In 2022, the Supreme Court of the United States held states may seize injured Medicaid recipients’ tort recoveries beyond the portion of those recoveries allocated for past medical expenses actually covered by Medicaid. However, the Court’s decision went beyond that distinction by validating the practice of states using one-size-fits-all “statutory recovery formulas” to seize the tort recoveries of injured Medicaid recipients. Although the Court painted the dispute as one of bland statutory interpretation, the holding enshrines the subordinated social and legal position of recipients of poor people’s programs in the United States.

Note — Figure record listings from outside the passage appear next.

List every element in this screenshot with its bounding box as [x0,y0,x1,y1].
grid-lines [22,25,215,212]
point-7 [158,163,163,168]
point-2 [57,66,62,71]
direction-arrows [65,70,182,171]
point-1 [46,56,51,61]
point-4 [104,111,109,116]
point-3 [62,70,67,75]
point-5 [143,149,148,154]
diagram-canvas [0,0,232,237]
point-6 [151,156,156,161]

Although others have examined Medicaid, and other poor people’s programs, as sites of surveillance and political and civic learning among the poor, this Article discusses the extractive dynamics of the program with a specific focus on statutory recovery formulas. Drawing on theories of extraction, as well as rhetoric and common law equitable doctrines, this Article describes two key extractive aspects of Medicaid law and, specifically, states’ statutory third-party liability recovery formulas—the branding of Medicaid recipients as perpetual debtors and the use of compelled litigation to extract time, money, and dignity from welfare recipients. Using Gallardo ex rel. Vassallo v. Marstiller and related cases, statutes, and common law doctrines in both the federal and state contexts, this Article maps the oppressive political rhetoric of welfare demonization onto the staid language of the courts. It demonstrates the ways in which Medicaid recipients are made to accept extraction of time and money as recompense for a social program that has become—unlike other social welfare programs—officially and legally reconceptualized as a loan that must be paid back.

Elenore Wade *

* Assistant Professor of Law, Rutgers Law School.

 

Venture Capital’s ESG Problem

Venture Capital’s ESG Problem

Read Full Article (PDF)

Venture capital (“VC”) is repeatedly described as one of the “crown jewels” of the U.S. economy for its role in financing startups and innovation. However, recent corporate scandals, including fraud, have exposed a darker side of the VC industry and the startups in which venture capitalists (“VCs”) invest. For example, Theranos received $686 million in VC funding yet proved to be nothing more than a “house of cards” once it came to light that Theranos falsified blood test results. When Theranos founder Elizabeth Holmes was convicted of fraud, many VCs tried to distance themselves, saying Theranos was an exception and that most of Theranos’s financing did not come from VC. Nevertheless, in the wake of Theranos, fraud and mismanagement of VC-backed companies has continued.

 

Ryan A. Ashburn *

* J.D. Candidate, 2024, University of Richmond School of Law.